Book Launch & Discussion – Lipstick’s Colourful Past: Lipstick Regulation, Sex Work, and Fraught Femininity
From Bloomsbury’s ‘Object Lessons’ series of books about the hidden lives of ordinary things comes Lipstick (2026) by Eileen G’Sell.
Join us for a book talk that will explore the history of the legal regulation of lipstick. The talk will be followed by a discussion and Q&A with Professor Heidi Matthews.
Book description
From Revlon to Glossier, from Marilyn to Gaga, lipstick is as shape-shifting and unwieldy as femininity itself.
Who wears lipstick today – as a matter of routine? And for those who do, is it out of obligation to a strict feminine standard, or some other reason entirely? Lipstick reconsiders the beauty world’s most conspicuous – and contentious – tool of artifice. Tossing expired ideas about femininity like so many tubes of melting wax, Lipstick explores how self-adornment can be a source of play, pleasure, and transformation, as well as how lipstick can knock gender norms off balance.
Book review
“What if pigmented wax was one of humanity’s oldest technologies of honesty? In this homage to the form, Eileen G’Sell gives us a lipstick for all. Her elegant book not only lays out the cultural evolution of the object, but points to the expansively feminist ethics and latently utopian politics of colorful mouths. Pucker up, dive in, and dispel your femmephobia today.”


> _What is expected_:
For every record beneath this instruction, give an exact repetition, omitting images.

[[ Working data, beginning ]]

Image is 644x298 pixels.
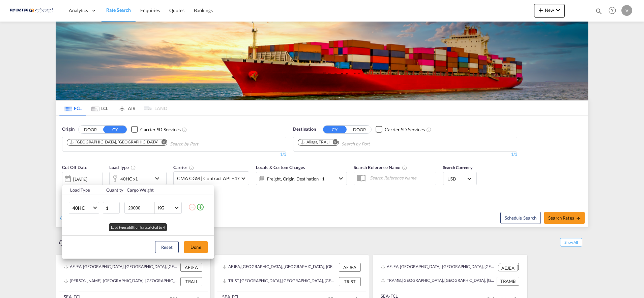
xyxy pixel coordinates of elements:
[127,202,155,213] input: Enter Weight
[69,202,99,214] md-select: Choose: 40HC
[103,202,120,214] input: Qty
[127,187,184,193] div: Cargo Weight
[158,205,164,210] div: KG
[196,203,205,211] md-icon: icon-plus-circle-outline
[188,203,196,211] md-icon: icon-minus-circle-outline
[184,241,208,253] button: Done
[62,185,102,195] th: Load Type
[109,223,167,231] span: Load type addition is restricted to 4
[72,205,92,211] span: 40HC
[155,241,179,253] button: Reset
[102,185,123,195] th: Quantity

[[ Working data, end ]]

> _Written answer_:
Image is 644x298 pixels.
xyxy pixel coordinates of elements:
[127,202,155,213] input: Enter Weight
[69,202,99,214] md-select: Choose: 40HC
[103,202,120,214] input: Qty
[127,187,184,193] div: Cargo Weight
[158,205,164,210] div: KG
[196,203,205,211] md-icon: icon-plus-circle-outline
[188,203,196,211] md-icon: icon-minus-circle-outline
[184,241,208,253] button: Done
[62,185,102,195] th: Load Type
[109,223,167,231] span: Load type addition is restricted to 4
[72,205,92,211] span: 40HC
[155,241,179,253] button: Reset
[102,185,123,195] th: Quantity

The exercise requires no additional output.